In the corner by the entrance of the Film/Interactive Conference show floor at SXSW, there’s a glass cube containing a Charlie Rose-esque set (big, round table, black backdrop) and two TV cameras. Here, journalist/blogger/hack-type guests of the festival are invited to interview filmmaker/artist/talent-type guests of the festival, live to tape for later dissemination on the web. This is called StudioSX.
This year at SXSW, I went to see Andrew Bujalski’s Beeswax at the Paramount, and ran out of the theater just as the Q & A was starting because I had been scheduled to conduct a StudioSX interview with a filmmaker less than an hour later. But then I got a call from a StudioSX producer, saying the filmmaker I had been scheduled to speak to had missed his flight to Austin and wasn’t going to be able to make it. What films had I seen? he asked. Who would I like to interview instead. I immediately blurted out, “Beeswax! Andrew Bujalski!” — not just because the film was fresh in my head, but also because it was the rare movie that left me with actual questions, that defied my smug, know-it-all tendency to have its mysteries completely worked out by the line I had to lineup for the next screening.
Long story … uh .. still probably longer than it needs to be, the StudioSX people called Bujalski’s people, and within an hour he was rushed off stage at the Paramount and was sitting across from me in Charlie Rose Bizarroworld. We talked for 10 minutes, about scripting for an unscripted feel, about why a film called Beeswax has nothing literally to do with bees, and about his slowly evolving relationship to celluloid. It was taped, and you can now watch it here.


● Assignment
Down to the last line, transcribe the records verbatim and exclude the images.

Start of Block

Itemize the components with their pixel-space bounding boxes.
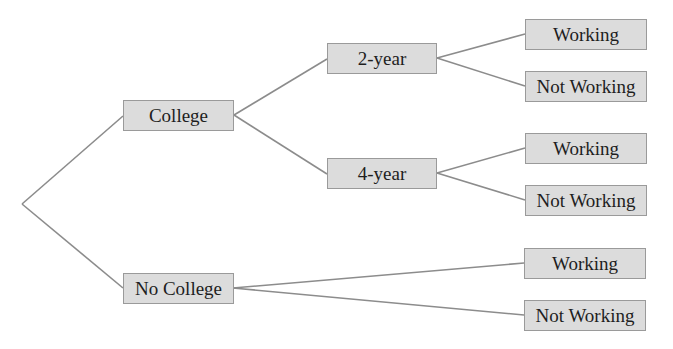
node-no-college-working: Working bbox=[524, 248, 646, 279]
edge-root-college bbox=[22, 116, 123, 204]
node-2-year-not-working: Not Working bbox=[525, 71, 647, 102]
edge-root-no-college bbox=[22, 204, 123, 288]
node-4-year-not-working: Not Working bbox=[525, 185, 647, 216]
edge-college-4year bbox=[234, 115, 327, 174]
edge-4year-working bbox=[437, 148, 525, 173]
node-4-year: 4-year bbox=[327, 158, 437, 189]
node-no-college-not-working: Not Working bbox=[524, 300, 646, 331]
edge-4year-not-working bbox=[437, 173, 525, 200]
node-no-college: No College bbox=[123, 273, 234, 304]
edge-2year-working bbox=[437, 34, 525, 58]
decision-tree-diagram: College No College 2-year 4-year Working… bbox=[0, 0, 673, 349]
edge-nocollege-not-working bbox=[233, 288, 524, 315]
edge-nocollege-working bbox=[233, 263, 524, 288]
edge-college-2year bbox=[234, 59, 327, 115]
node-2-year: 2-year bbox=[327, 43, 437, 74]
node-4-year-working: Working bbox=[525, 133, 647, 164]
node-college: College bbox=[123, 100, 234, 131]
node-2-year-working: Working bbox=[525, 19, 647, 50]
edge-2year-not-working bbox=[437, 58, 525, 86]
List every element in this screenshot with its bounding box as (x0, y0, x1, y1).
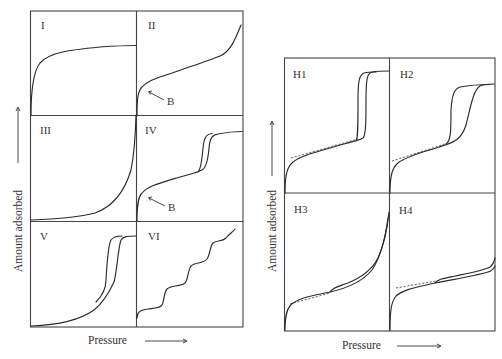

End of Block

● Exercise output
Itemize the components with their pixel-space bounding boxes.
node-no-college-working: Working bbox=[524, 248, 646, 279]
edge-root-college bbox=[22, 116, 123, 204]
node-2-year-not-working: Not Working bbox=[525, 71, 647, 102]
edge-root-no-college bbox=[22, 204, 123, 288]
node-4-year-not-working: Not Working bbox=[525, 185, 647, 216]
edge-college-4year bbox=[234, 115, 327, 174]
edge-4year-working bbox=[437, 148, 525, 173]
node-4-year: 4-year bbox=[327, 158, 437, 189]
node-no-college-not-working: Not Working bbox=[524, 300, 646, 331]
edge-4year-not-working bbox=[437, 173, 525, 200]
node-no-college: No College bbox=[123, 273, 234, 304]
edge-2year-working bbox=[437, 34, 525, 58]
decision-tree-diagram: College No College 2-year 4-year Working… bbox=[0, 0, 673, 349]
edge-nocollege-not-working bbox=[233, 288, 524, 315]
edge-nocollege-working bbox=[233, 263, 524, 288]
edge-college-2year bbox=[234, 59, 327, 115]
node-2-year: 2-year bbox=[327, 43, 437, 74]
node-4-year-working: Working bbox=[525, 133, 647, 164]
node-college: College bbox=[123, 100, 234, 131]
node-2-year-working: Working bbox=[525, 19, 647, 50]
edge-2year-not-working bbox=[437, 58, 525, 86]
List every element in this screenshot with its bounding box as (x0, y0, x1, y1).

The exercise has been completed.